Class Relations

DaniËle Huillet passed away last year and although her filmmaking partner Jean-Marie Straub announced he won’t continue making films, their legacy lives on through not-fast-enough New Yorker DVD releases (last year’s The Chronicle of Anna Magdalena Bach and this June’s Moses and Aaron) and implicitly through the work of contemporary filmmakers like Pedro Costa and Harun Farocki. Fans of Costa’s static but lush images, nonprofessional actors, social concerns, and elliptical narration are witnessing the spirit of Straub-Huillet firsthand. As Costa tells Thom Andersen in a recent issue of Cinema Scope: “They were the fastest, the most furious, the most beautiful, sensual, ancient, modern.”

Earlier this week, the REDCAT screened Straub-Huillet’s masterful Class Relations (1984), an adaptation of Franz Kafka’s unfinished novel, Amerika (1927). Andersen–who plays a small part in the film–introduced the movie and talked about Kafka’s social commitment. (For starters, the German lawyer implemented the use of the hard hat and other industrial safety reforms, saving thousands of workers’ lives.)

Class Relations tells a story that evokes monolithic institutions, impervious authorities, and slippages of justice; one could easily read it as a black comedy, but Straub-Huillet are more profoundly invested in its themes, once describing it as “a journey into the land of vampires.” Karl Rossmann is a serious-minded German teenager sent to America after he had an affair with a housemaid. In New York harbor, he takes up–and loses–the cause of a mistreated coal stoker, later finds himself adopted then abandoned by a long lost uncle, and continues through a series of jobs in which accidents or misunderstandings inevitably result in his blame; despite his rigid attempts to appropriate logic and defend his position, his status as a (disposable) lower class immigrant continually undermines his efficacy. In his book on the filmmakers, Barton Byg (who also appears in the film) makes a convincing case for how Straub-Huillet stylistically diffuse Rossmann’s impact on the narrative, isolating him through fractured space, intonation, and dialogue: “He speaks less and less until, in the final scene, he is completely silent.”

The film contains stunning black-and-white imagery, artificially lit–most noticeably in a night scene that occurs in the woods–emphasizing composition and figure placement and underscoring Rossmann’s position in relation to the world around him; characters are posed in counterpoint with little movement, as if fixed in a perennial courtroom. The few tracking shots in the film evoke Rossmann’s journey between stages, promising progress but inevitably depositing him in places of stasis and defeat. Yet the film’s final image is a gloriously extended tracking shot onboard a train traveling through the Midwest, and it simultaneously suggests eternal return as well as, perhaps, hope for Rossmann’s future.

In Cinema Scope, Costa complains bitterly that many of Straub-Huillet’s admiring critics have helped to scare audiences away with labels like “Maoist-Marxist-terrorist-hard intellectual,” and last week’s LA Weekly nearly followed suit, despite highlighted the film in its “Good Rep” section: “tracking shots of various landscapes offer brief moments of motion in a film otherwise filled with looonng static shots that encase the characters in clearly defined paradigms of power.” That’s not a particularly accurate description of the film’s form or its feeling, which didn’t feel looonng to me at all, but well-paced and immersive. It has been said that Kafka was raised by a strict, overbearing father, and the dramatic tension of the scenes in which Rossmann determinedly but ineffectively defends himself before domineering authorities are keenly felt. It’s an easy film to watch, and a compelling blend of reality, absurdity and horror.

Along with Andersen, the film’s final act casts another filmmaker, the aforementioned Farocki, as the lean, conniving drifter Delamarche. Farocki made his own 26-minute tribute to the filmmakers in 1983, Jean-Marie Straub and DaniËle Huillet at Work on a Film, which offers an account of the production of Class Relations. I haven’t had an opportunity to see it yet, but according to Acquarello, Farocki (as would be expected) emphasizes his acting experience, highlighting Straub-Huillet’s penchant for unending rehearsals and their demanding ear for rhythm. The influence of Straub-Huillet is vast, and one can only hope their entire oeuvre will become more readily available on DVD in the coming months.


## Exercise goal
An exact copy of the records is required, minus the pictures they hold.

## Stored dataset items
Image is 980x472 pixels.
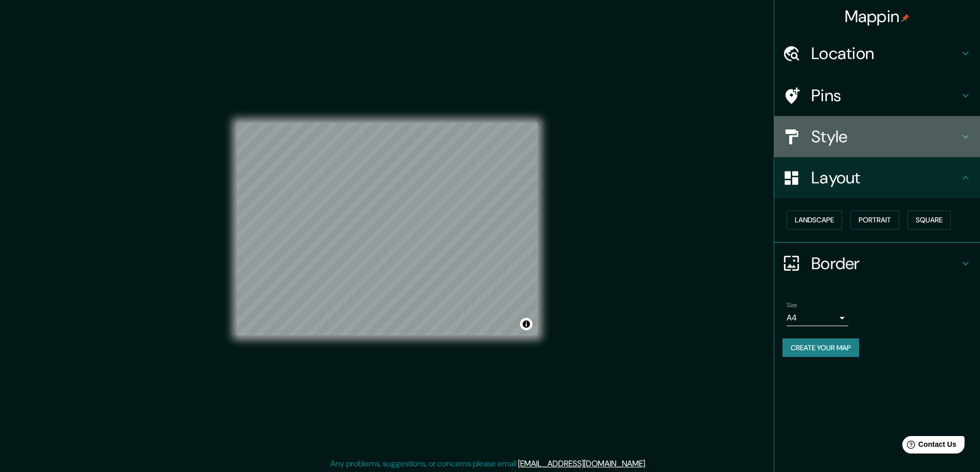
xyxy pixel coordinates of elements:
div: Layout [774,157,980,199]
h4: Layout [811,168,959,188]
h4: Border [811,253,959,274]
div: Style [774,116,980,157]
p: Any problems, suggestions, or concerns please email . [330,458,646,470]
h4: Mappin [844,6,910,27]
button: Portrait [850,211,899,230]
div: Border [774,243,980,284]
h4: Pins [811,86,959,105]
canvas: Map [237,123,537,335]
a: [EMAIL_ADDRESS][DOMAIN_NAME] [518,458,645,469]
div: Location [774,33,980,74]
button: Create your map [782,339,859,358]
h4: Location [811,43,959,64]
button: Square [907,211,951,230]
div: Pins [774,75,980,116]
h4: Style [811,126,959,147]
button: Landscape [786,211,842,230]
button: Toggle attribution [520,318,532,330]
div: A4 [786,310,848,327]
div: . [648,458,650,470]
div: . [646,458,648,470]
iframe: Help widget launcher [888,432,969,461]
img: pin-icon.png [901,14,909,22]
label: Size [786,301,797,309]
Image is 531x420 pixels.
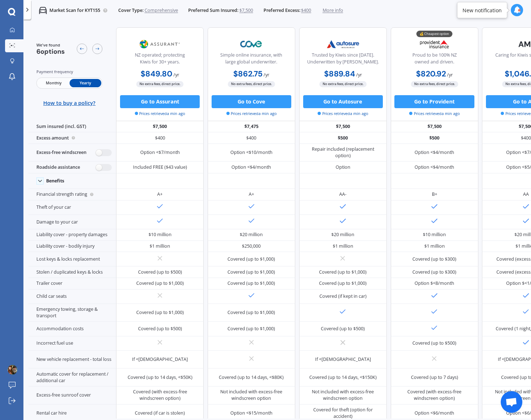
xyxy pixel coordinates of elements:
div: Automatic cover for replacement / additional car [29,368,116,386]
b: $849.80 [141,68,172,79]
div: Trusted by Kiwis since [DATE]. Underwritten by [PERSON_NAME]. [305,52,381,68]
div: B+ [432,191,438,197]
span: Comprehensive [145,8,179,14]
div: $7,500 [299,121,387,132]
div: Included FREE ($43 value) [133,164,188,170]
div: Covered (up to $500) [321,325,365,332]
div: AA- [340,191,346,197]
div: Covered (up to $1,000) [319,269,367,275]
b: $862.75 [233,68,263,79]
div: Excess-free sunroof cover [29,386,116,404]
img: Cove.webp [230,36,273,52]
div: Covered (with excess-free windscreen option) [121,388,199,401]
div: Covered (up to $1,000) [227,269,275,275]
div: New vehicle replacement - total loss [29,351,116,369]
div: Covered (up to $1,000) [319,280,367,287]
div: Excess-free windscreen [29,144,116,162]
div: 💰 Cheapest option [417,31,453,37]
div: Payment frequency [36,68,102,75]
button: Go to Assurant [120,95,200,108]
div: $400 [116,132,204,144]
button: Go to Provident [395,95,475,108]
div: Excess amount [29,132,116,144]
span: We've found [36,42,65,48]
div: $7,500 [116,121,204,132]
b: $820.92 [417,68,446,79]
div: $1 million [425,243,445,249]
div: Option [336,164,350,170]
span: Yearly [69,79,102,87]
div: A+ [157,191,163,197]
div: Damage to your car [29,215,116,230]
div: New notification [462,7,502,14]
div: $7,475 [208,121,295,132]
div: Covered (if kept in car) [319,293,367,300]
span: How to buy a policy? [43,100,96,106]
div: $250,000 [242,243,261,249]
div: Option <$6/month [415,409,454,416]
div: Covered (up to $500) [138,269,182,275]
span: Preferred Excess: [264,8,301,14]
div: Liability cover - bodily injury [29,241,116,252]
div: $10 million [423,231,446,238]
span: / yr [447,72,453,78]
span: Prices retrieved a min ago [409,111,460,117]
div: Covered (up to 14 days, <$80K) [219,374,284,381]
span: More info [323,8,343,14]
div: $400 [208,132,295,144]
div: Emergency towing, storage & transport [29,304,116,322]
div: Option <$4/month [231,164,271,170]
div: Option <$10/month [230,149,273,156]
div: $1 million [150,243,170,249]
div: If <[DEMOGRAPHIC_DATA] [132,356,188,363]
img: Assurant.png [139,36,182,52]
div: Covered (up to 14 days, <$150K) [310,374,377,381]
span: Preferred Sum Insured: [188,8,239,14]
div: Covered (up to 14 days, <$50K) [128,374,193,381]
div: Covered (up to $1,000) [227,309,275,315]
span: No extra fees, direct price. [411,81,459,87]
div: Stolen / duplicated keys & locks [29,266,116,278]
div: Lost keys & locks replacement [29,252,116,266]
span: / yr [264,72,270,78]
span: 6 options [36,47,65,56]
div: Liability cover - property damages [29,230,116,241]
div: Option <$4/month [415,164,454,170]
div: Option <$15/month [230,409,273,416]
div: Sum insured (incl. GST) [29,121,116,132]
img: Provident.png [414,36,456,52]
div: Covered (up to $1,000) [227,325,275,332]
span: Prices retrieved a min ago [318,111,368,117]
div: Covered (up to $1,000) [136,280,184,287]
div: $20 million [240,231,263,238]
span: Prices retrieved a min ago [135,111,185,117]
div: Accommodation costs [29,321,116,336]
div: A+ [249,191,255,197]
div: Covered (up to $1,000) [227,256,275,263]
div: AA [523,191,529,197]
div: $20 million [331,231,355,238]
div: Incorrect fuel use [29,336,116,351]
div: Not included with excess-free windscreen option [304,388,382,401]
div: Proud to be 100% NZ owned and driven. [396,52,473,68]
div: Open chat [501,391,523,412]
div: Covered (up to $300) [413,256,456,263]
div: Option <$4/month [415,149,454,156]
div: Covered (up to $300) [413,269,456,275]
div: Covered (up to $1,000) [136,309,184,315]
div: Covered (up to $500) [413,340,456,346]
div: Covered (up to $1,000) [227,280,275,287]
div: Theft of your car [29,200,116,215]
button: Go to Cove [212,95,291,108]
span: Prices retrieved a min ago [227,111,277,117]
div: Repair included (replacement option) [304,146,382,159]
span: Cover Type: [118,8,144,14]
div: Covered (if car is stolen) [135,409,185,416]
span: / yr [356,72,362,78]
span: No extra fees, direct price. [228,81,275,87]
p: Market Scan for KYT155 [50,8,100,14]
div: If <[DEMOGRAPHIC_DATA] [316,356,371,363]
div: Financial strength rating [29,189,116,200]
div: $1 million [333,243,353,249]
div: $10 million [148,231,172,238]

## Response to this task
Image is 980x472 pixels.
xyxy pixel coordinates of elements:
div: Layout [774,157,980,199]
h4: Layout [811,168,959,188]
h4: Border [811,253,959,274]
div: Style [774,116,980,157]
p: Any problems, suggestions, or concerns please email . [330,458,646,470]
h4: Mappin [844,6,910,27]
button: Portrait [850,211,899,230]
div: Border [774,243,980,284]
h4: Pins [811,86,959,105]
canvas: Map [237,123,537,335]
a: [EMAIL_ADDRESS][DOMAIN_NAME] [518,458,645,469]
div: Location [774,33,980,74]
button: Create your map [782,339,859,358]
h4: Location [811,43,959,64]
button: Square [907,211,951,230]
div: Pins [774,75,980,116]
h4: Style [811,126,959,147]
button: Landscape [786,211,842,230]
button: Toggle attribution [520,318,532,330]
div: A4 [786,310,848,327]
div: . [648,458,650,470]
div: . [646,458,648,470]
iframe: Help widget launcher [888,432,969,461]
img: pin-icon.png [901,14,909,22]
label: Size [786,301,797,309]
Image is 531x420 pixels.
xyxy pixel coordinates of elements:
div: Automatic cover for replacement / additional car [29,368,116,386]
b: $849.80 [141,68,172,79]
div: Trusted by Kiwis since [DATE]. Underwritten by [PERSON_NAME]. [305,52,381,68]
div: B+ [432,191,438,197]
span: Comprehensive [145,8,179,14]
div: $7,500 [299,121,387,132]
div: Included FREE ($43 value) [133,164,188,170]
div: Covered (up to $500) [321,325,365,332]
div: AA- [340,191,346,197]
div: Covered (up to $1,000) [319,269,367,275]
b: $862.75 [233,68,263,79]
div: Excess-free sunroof cover [29,386,116,404]
img: Cove.webp [230,36,273,52]
div: Covered (with excess-free windscreen option) [121,388,199,401]
div: Covered (up to $1,000) [227,269,275,275]
div: New vehicle replacement - total loss [29,351,116,369]
div: Covered (up to $1,000) [319,280,367,287]
div: Excess-free windscreen [29,144,116,162]
div: 💰 Cheapest option [417,31,453,37]
div: Payment frequency [36,68,102,75]
button: Go to Assurant [120,95,200,108]
div: $400 [116,132,204,144]
button: Go to Provident [395,95,475,108]
div: Excess amount [29,132,116,144]
span: We've found [36,42,65,48]
div: $7,500 [116,121,204,132]
b: $820.92 [417,68,446,79]
div: $1 million [425,243,445,249]
div: Option [336,164,350,170]
span: Yearly [69,79,102,87]
div: A+ [157,191,163,197]
div: Damage to your car [29,215,116,230]
div: New notification [462,7,502,14]
div: $7,475 [208,121,295,132]
div: Covered (if kept in car) [319,293,367,300]
span: How to buy a policy? [43,100,96,106]
div: $250,000 [242,243,261,249]
div: Option <$6/month [415,409,454,416]
div: Covered (up to $500) [138,269,182,275]
span: Preferred Excess: [264,8,301,14]
div: Liability cover - bodily injury [29,241,116,252]
div: $10 million [423,231,446,238]
span: / yr [447,72,453,78]
span: Prices retrieved a min ago [409,111,460,117]
div: Covered (up to 14 days, <$80K) [219,374,284,381]
span: More info [323,8,343,14]
div: $400 [208,132,295,144]
div: Emergency towing, storage & transport [29,304,116,322]
div: Option <$4/month [231,164,271,170]
div: Option <$10/month [230,149,273,156]
div: $1 million [150,243,170,249]
div: If <[DEMOGRAPHIC_DATA] [132,356,188,363]
img: Assurant.png [139,36,182,52]
div: Covered (up to 14 days, <$150K) [310,374,377,381]
span: Preferred Sum Insured: [188,8,239,14]
div: Covered (up to 14 days, <$50K) [128,374,193,381]
div: Covered (up to $1,000) [227,309,275,315]
span: No extra fees, direct price. [411,81,459,87]
div: Stolen / duplicated keys & locks [29,266,116,278]
div: Lost keys & locks replacement [29,252,116,266]
span: / yr [264,72,270,78]
span: 6 options [36,47,65,56]
div: Liability cover - property damages [29,230,116,241]
div: Option <$4/month [415,164,454,170]
div: Option <$15/month [230,409,273,416]
div: Sum insured (incl. GST) [29,121,116,132]
img: Provident.png [414,36,456,52]
div: Covered (up to $1,000) [227,325,275,332]
span: Prices retrieved a min ago [318,111,368,117]
div: Covered (up to $1,000) [136,280,184,287]
div: $20 million [240,231,263,238]
span: Prices retrieved a min ago [135,111,185,117]
div: Accommodation costs [29,321,116,336]
div: A+ [249,191,255,197]
div: Covered (up to $1,000) [227,256,275,263]
div: AA [523,191,529,197]
div: $20 million [331,231,355,238]
div: Incorrect fuel use [29,336,116,351]
div: Not included with excess-free windscreen option [304,388,382,401]
div: Proud to be 100% NZ owned and driven. [396,52,473,68]
div: Open chat [501,391,523,412]
div: Covered (up to $300) [413,256,456,263]
div: Option <$4/month [415,149,454,156]
div: Covered (up to $300) [413,269,456,275]
div: Covered (up to $1,000) [136,309,184,315]
div: Covered (up to $500) [413,340,456,346]
div: Covered (up to $1,000) [227,280,275,287]
div: Theft of your car [29,200,116,215]
button: Go to Cove [212,95,291,108]
span: Prices retrieved a min ago [227,111,277,117]
div: Repair included (replacement option) [304,146,382,159]
span: Cover Type: [118,8,144,14]
div: Covered (if car is stolen) [135,409,185,416]
span: / yr [356,72,362,78]
span: No extra fees, direct price. [228,81,275,87]
p: Market Scan for KYT155 [50,8,100,14]
div: If <[DEMOGRAPHIC_DATA] [316,356,371,363]
div: Financial strength rating [29,189,116,200]
div: $1 million [333,243,353,249]
div: $10 million [148,231,172,238]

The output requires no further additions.